Honney Alexander chuckled when asked if she new that the New York Times declared the other day that her husband's signature plaid shirts were selling out in local department stores.
"He's never been accused of being a fashion-plate," she joked in response. Not that she should mind, because those little plaid shirts have gone a long way in making her husband a household name--at least in Republican households.
She could be the perfect politician, able to make her point to a group of people, under the pressure of CBS cameras and even match wisecracks with the audience, but she is not running for any office.
Her husband is, though.
Honney Alexander, wife of Republican presidential candidate Lamar Alexander, is traveling across the country, oftentimes without her husband, to spread the word for the former Tennessee governor in his bid to win the Republican presidential nomination.
Busily campaigning for her husband, Honney Alexander was able to squeeze an interview with The Dartmouth in between a session with WXTL radio and an appearance at the Upper Valley Senior Center in Lebanon, where she was asked about the shirts.
Taking a break at a local coffee shop Alexander explained that although she is not the presidential candidate, she is still very involved in the campaign.
"I'm not running for office [but] I'm a surrogate candidate," she said.
Alexander said she often finds herself traveling and campaigning for her husband three to seven days a week. Most of the time, she said, she will be in one place speaking and her husband will be somewhere else, in an effort to cover as much ground as possible.
Alexander said her role in the campaign is to bring, "Lamar's message to the voters."
Although she and her husband do not agree on everything, Alexander said they agree on the proverbial big picture.
"We don't see eye to eye always," Alexander said. "Philosophically we start at the same point. We value our family. We value our church. We value our neighbors. That carries forth into the political philosophy we share."
Although she tries to speak for her husband when she speaks alone, Alexander said she does have her own political concerns.
"I try to represent him, [but] I have my own special interests," she said. She said her interests include things like motherhood, children and community service.
But Alexander said she sometimes finds herself having to ad-lib responses to questions on issues with which she is not entirely familiar or does not know her husband's position.
Alexander said when she is asked something "off [her] radar screen," she answers with what she feels is the right answer and most of the time her husband agrees.
She said she was once asked a question concerning the Republican platform and was unsure of the answer. She answered the question and later asked her husband about her response.
"He said it was perfect," Alexander said.
Armed with a catchy sound bite, Alexander was not forced to improvise when discussing her husband's position on education.
Her husband thinks it is important for schools to prepare students for the "21st century and not the 19th," she said.
But Alexander said her husband's solutions are different from Democrats' solutions because he emphasizes local control and reduced government interference.
As an example of the kind of programs her husband supports, Alexander mentioned a system in Tennessee where local corporations donate money to a local high school that supplies a lot of employees to the company.
Emphasizing her husband's campaign strategy to depict himself as a "Washington outsider," Alexander said it is essential for a national politician not have spent his entire career in Washington.
"Real people don't worry about congressional sub-committees. They worry about job security, their children's future, education," she said.
She said real people's concerns get lost in the Washington atmosphere of pure politics too frequently.
After the interview, Alexander presented her husband's political perspective to local residents at the Upper Valley Senior Center in Lebanon where she screened one of her husband's promotional videos and answered questions concerning his presidential aspirations.
The video, which ran about 15 minutes, explained Lamar Alexander's personal background and outlined the qualifications that would make him a good president. It outlined the theme of his campaign, what he calls restoring the "Promise of American Life."
In the video, Alexander explained the three central tenets aimed at bringing back that promise: creating jobs and capital; limiting the role of the Federal government and increase "personal responsibility."
He said, in the video, that "personal responsibility" means taking responsibility for not only one's own actions, but also becoming involved in one's community and taking responsibility for the community's well-being.
After the video, Honney Alexander took questions from the audience for an additional 15 minutes. The questions addressed issues like Bosnia, health care and her husband's propensity for red-and-black plaid shirts.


[WHAT YOU SHOULD DO]
Given the material below, return only the lines starting at the line with "The image size is (698, 313)." and ending at the line with "The image size is (370, 682).", exactly as they appear.

[SUPPLIED MATERIAL]
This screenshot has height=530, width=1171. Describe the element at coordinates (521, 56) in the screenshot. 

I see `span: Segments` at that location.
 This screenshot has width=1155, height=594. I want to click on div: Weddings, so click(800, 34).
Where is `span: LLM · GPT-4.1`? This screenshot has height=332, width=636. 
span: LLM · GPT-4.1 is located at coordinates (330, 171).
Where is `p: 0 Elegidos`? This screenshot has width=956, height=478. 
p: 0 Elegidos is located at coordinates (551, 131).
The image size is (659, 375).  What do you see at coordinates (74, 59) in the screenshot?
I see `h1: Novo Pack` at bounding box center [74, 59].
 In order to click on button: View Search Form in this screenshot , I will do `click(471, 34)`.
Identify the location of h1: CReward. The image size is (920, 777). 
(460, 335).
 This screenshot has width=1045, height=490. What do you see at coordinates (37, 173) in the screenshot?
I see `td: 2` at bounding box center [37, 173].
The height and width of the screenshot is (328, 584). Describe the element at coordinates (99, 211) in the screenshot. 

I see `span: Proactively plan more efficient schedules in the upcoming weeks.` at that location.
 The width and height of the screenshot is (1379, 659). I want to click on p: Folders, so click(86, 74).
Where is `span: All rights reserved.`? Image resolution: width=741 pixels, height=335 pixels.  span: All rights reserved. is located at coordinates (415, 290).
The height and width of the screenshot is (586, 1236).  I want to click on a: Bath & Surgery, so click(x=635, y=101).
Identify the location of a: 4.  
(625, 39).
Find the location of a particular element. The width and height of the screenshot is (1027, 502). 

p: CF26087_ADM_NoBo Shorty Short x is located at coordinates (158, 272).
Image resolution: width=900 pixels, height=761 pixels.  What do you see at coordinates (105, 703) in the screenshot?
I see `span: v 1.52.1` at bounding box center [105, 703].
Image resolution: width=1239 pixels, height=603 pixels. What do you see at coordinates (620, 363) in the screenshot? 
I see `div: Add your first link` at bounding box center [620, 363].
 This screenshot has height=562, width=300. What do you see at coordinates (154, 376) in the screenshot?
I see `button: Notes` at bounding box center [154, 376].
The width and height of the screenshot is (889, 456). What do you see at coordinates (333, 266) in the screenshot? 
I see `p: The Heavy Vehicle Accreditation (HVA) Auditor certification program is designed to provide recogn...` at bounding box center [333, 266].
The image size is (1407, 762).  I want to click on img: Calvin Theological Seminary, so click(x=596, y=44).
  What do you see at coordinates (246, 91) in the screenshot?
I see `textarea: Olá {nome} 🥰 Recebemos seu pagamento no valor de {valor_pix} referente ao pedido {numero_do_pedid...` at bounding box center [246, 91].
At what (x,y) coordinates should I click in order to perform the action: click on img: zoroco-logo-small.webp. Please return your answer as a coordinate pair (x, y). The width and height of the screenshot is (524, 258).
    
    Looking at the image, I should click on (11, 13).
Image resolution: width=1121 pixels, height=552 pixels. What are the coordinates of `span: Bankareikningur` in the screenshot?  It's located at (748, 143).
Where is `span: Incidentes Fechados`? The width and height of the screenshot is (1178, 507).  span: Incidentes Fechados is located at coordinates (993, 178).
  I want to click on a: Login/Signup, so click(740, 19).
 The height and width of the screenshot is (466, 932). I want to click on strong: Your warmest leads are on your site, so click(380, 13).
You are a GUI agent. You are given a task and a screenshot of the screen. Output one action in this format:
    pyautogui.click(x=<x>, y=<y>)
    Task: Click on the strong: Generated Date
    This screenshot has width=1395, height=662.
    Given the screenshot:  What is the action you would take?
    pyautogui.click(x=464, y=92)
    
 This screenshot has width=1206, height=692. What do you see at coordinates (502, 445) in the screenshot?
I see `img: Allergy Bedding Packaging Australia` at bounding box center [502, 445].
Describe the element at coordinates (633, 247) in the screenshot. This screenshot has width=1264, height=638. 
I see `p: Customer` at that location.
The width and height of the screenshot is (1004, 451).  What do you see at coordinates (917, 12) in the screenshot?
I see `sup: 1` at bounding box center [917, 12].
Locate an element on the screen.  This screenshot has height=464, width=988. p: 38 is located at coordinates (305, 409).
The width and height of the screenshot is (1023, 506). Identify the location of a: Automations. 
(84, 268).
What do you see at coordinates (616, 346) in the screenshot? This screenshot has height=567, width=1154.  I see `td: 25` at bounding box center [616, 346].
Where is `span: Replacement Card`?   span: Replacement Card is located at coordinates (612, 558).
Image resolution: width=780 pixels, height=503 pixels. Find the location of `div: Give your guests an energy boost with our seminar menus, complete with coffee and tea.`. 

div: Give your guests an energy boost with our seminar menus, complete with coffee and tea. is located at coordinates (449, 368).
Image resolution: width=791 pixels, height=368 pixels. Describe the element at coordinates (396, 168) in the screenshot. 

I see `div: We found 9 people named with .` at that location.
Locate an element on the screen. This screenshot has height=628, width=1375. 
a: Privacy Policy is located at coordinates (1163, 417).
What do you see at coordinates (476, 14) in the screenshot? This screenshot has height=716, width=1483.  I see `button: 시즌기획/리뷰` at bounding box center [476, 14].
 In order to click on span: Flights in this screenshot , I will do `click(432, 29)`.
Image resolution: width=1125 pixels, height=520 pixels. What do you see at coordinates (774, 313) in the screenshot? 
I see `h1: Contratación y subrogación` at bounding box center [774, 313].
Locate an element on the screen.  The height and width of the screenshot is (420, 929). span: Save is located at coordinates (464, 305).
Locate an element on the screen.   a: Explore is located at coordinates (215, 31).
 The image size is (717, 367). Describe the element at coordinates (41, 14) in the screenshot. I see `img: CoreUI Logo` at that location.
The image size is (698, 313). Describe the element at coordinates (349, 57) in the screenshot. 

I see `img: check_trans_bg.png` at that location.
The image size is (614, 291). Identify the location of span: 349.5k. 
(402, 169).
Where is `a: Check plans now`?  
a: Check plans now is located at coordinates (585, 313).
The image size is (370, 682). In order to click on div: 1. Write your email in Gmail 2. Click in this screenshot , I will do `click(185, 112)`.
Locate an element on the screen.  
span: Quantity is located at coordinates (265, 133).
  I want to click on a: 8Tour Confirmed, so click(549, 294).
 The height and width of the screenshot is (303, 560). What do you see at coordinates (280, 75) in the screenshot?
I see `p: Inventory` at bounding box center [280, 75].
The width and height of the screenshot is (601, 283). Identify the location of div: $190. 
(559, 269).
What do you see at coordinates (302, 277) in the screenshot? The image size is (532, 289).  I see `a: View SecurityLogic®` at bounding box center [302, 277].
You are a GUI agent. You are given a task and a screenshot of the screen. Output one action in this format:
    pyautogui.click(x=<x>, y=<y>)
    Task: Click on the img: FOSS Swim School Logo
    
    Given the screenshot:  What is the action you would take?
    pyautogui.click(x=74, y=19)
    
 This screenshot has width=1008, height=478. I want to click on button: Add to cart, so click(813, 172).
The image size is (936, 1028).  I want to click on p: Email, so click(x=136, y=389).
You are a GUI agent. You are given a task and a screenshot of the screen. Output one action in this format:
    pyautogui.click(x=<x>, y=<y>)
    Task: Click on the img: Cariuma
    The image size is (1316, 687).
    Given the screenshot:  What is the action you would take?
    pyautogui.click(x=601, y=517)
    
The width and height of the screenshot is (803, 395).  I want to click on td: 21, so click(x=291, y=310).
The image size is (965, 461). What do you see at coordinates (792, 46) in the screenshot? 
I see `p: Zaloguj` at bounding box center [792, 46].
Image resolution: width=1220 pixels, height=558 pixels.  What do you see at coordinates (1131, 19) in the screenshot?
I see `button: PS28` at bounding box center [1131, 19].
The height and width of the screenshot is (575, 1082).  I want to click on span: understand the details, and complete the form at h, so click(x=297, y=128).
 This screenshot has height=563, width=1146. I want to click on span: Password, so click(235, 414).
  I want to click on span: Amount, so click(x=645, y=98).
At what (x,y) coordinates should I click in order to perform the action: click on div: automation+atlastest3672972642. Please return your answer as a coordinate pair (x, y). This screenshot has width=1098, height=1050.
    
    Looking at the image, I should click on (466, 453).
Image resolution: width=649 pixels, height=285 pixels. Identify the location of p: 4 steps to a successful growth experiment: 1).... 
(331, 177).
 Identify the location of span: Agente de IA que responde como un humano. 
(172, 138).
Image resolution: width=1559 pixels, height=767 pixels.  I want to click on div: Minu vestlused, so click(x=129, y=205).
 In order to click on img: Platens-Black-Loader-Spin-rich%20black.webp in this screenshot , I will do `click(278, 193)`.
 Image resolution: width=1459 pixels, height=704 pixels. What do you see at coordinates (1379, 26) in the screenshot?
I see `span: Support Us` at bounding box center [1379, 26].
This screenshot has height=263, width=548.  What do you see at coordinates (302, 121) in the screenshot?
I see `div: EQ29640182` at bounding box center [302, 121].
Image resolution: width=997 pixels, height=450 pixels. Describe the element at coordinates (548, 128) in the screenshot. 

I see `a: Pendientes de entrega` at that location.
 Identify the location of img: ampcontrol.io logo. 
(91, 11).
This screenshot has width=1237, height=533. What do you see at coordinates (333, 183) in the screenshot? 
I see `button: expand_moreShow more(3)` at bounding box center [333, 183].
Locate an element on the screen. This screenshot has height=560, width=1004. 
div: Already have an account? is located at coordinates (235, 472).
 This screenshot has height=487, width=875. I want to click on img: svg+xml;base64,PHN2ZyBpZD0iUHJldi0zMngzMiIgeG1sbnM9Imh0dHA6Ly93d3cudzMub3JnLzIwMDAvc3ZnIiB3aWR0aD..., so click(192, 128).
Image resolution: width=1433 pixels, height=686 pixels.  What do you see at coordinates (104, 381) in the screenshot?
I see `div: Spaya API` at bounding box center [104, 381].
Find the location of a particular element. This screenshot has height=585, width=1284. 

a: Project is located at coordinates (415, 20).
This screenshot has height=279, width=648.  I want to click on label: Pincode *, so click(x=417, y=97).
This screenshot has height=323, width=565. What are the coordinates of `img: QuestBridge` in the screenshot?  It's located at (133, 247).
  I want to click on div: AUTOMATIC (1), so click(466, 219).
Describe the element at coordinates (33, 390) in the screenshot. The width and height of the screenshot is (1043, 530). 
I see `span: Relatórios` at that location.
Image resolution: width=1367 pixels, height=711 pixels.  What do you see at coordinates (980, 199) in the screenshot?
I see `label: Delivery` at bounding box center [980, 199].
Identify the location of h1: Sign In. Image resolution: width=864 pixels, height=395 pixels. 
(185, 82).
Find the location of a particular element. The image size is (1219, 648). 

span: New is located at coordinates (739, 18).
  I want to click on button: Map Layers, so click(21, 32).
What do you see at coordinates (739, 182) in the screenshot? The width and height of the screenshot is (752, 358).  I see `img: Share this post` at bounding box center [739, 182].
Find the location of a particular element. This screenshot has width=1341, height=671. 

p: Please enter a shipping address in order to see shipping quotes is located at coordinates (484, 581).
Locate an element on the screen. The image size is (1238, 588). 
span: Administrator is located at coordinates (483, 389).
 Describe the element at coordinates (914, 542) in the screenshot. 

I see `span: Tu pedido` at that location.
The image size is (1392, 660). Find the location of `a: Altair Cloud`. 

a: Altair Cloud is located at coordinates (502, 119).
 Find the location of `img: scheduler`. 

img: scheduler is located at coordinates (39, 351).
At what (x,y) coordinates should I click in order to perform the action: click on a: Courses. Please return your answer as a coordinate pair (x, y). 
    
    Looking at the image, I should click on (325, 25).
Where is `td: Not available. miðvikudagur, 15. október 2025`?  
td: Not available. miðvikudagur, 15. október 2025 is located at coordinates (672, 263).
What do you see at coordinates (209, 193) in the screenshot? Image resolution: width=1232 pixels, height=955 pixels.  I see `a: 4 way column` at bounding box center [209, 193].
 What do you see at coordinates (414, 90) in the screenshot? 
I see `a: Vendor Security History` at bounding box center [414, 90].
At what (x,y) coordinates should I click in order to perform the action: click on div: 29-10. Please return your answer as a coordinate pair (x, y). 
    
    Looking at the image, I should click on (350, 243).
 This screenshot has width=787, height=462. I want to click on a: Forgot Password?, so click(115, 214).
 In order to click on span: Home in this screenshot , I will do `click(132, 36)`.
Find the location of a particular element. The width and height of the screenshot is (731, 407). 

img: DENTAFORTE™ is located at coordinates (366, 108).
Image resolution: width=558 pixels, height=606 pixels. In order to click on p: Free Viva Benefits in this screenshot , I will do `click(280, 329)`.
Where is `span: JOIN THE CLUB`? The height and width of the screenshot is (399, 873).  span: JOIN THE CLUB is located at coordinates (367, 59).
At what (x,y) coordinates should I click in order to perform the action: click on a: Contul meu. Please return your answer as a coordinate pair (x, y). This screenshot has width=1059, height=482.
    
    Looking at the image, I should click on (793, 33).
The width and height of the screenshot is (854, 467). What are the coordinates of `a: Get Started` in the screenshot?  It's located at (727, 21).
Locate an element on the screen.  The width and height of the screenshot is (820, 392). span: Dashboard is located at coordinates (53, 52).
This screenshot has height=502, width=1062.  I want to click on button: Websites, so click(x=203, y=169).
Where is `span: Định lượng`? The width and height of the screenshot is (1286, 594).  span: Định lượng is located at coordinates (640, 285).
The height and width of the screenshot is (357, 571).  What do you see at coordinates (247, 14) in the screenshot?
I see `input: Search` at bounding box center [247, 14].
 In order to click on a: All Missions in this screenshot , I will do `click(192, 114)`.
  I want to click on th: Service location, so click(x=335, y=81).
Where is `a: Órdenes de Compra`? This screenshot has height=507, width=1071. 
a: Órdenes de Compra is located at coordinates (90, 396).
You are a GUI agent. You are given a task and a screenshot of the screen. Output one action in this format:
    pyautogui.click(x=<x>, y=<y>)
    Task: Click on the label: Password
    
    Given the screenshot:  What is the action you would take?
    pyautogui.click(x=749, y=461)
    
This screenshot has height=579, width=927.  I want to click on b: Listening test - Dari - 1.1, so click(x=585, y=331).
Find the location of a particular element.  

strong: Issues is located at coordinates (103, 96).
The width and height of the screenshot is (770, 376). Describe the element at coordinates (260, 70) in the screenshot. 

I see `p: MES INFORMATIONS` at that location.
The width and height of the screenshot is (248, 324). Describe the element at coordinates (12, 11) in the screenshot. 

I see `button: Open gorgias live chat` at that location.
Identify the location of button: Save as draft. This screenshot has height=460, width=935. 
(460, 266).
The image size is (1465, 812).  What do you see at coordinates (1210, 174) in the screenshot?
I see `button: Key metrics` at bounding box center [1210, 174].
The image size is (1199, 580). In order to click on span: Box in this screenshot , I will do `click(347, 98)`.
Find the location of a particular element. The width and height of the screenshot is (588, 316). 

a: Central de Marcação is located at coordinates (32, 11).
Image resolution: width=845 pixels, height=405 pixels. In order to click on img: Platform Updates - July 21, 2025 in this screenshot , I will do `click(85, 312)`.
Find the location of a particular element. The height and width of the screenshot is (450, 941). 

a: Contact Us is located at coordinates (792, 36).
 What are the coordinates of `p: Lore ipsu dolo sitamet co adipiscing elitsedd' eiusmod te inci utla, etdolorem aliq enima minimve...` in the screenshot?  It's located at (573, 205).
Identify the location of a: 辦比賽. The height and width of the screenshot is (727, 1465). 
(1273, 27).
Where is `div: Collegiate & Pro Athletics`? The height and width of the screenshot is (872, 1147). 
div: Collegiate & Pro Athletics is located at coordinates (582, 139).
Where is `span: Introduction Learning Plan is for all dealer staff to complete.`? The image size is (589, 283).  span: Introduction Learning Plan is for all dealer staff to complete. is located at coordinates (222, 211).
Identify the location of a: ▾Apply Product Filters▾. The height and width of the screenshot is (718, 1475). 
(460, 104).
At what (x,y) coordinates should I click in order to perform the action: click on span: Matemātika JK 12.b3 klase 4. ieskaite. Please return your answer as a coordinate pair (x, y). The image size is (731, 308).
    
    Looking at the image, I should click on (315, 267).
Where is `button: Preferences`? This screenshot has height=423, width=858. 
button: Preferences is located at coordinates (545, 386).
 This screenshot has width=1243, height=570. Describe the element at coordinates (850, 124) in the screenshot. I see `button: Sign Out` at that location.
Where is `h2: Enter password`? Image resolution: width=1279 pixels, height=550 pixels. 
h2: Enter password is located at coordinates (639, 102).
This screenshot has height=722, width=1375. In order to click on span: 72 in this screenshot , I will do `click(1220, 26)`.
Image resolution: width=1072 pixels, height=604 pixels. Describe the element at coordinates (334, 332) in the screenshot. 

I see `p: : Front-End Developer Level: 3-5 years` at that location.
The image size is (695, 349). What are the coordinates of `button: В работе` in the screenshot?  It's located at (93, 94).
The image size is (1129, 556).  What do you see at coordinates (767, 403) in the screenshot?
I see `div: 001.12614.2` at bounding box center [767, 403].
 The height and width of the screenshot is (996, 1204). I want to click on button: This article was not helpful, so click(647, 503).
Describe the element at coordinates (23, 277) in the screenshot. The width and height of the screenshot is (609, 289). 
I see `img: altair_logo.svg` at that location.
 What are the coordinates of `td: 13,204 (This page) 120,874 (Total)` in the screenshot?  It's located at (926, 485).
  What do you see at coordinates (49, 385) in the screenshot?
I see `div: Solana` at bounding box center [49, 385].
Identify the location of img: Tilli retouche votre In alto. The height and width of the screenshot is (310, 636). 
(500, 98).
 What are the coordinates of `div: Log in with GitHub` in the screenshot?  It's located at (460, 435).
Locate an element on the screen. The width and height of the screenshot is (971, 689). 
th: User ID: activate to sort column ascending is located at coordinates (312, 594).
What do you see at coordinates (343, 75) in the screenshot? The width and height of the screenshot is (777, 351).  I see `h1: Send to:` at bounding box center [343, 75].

[TASK OUTPUT]
The image size is (698, 313). Describe the element at coordinates (349, 57) in the screenshot. 

I see `img: check_trans_bg.png` at that location.
The image size is (614, 291). Identify the location of span: 349.5k. 
(402, 169).
Where is `a: Check plans now`?  
a: Check plans now is located at coordinates (585, 313).
The image size is (370, 682). In order to click on div: 1. Write your email in Gmail 2. Click in this screenshot , I will do `click(185, 112)`.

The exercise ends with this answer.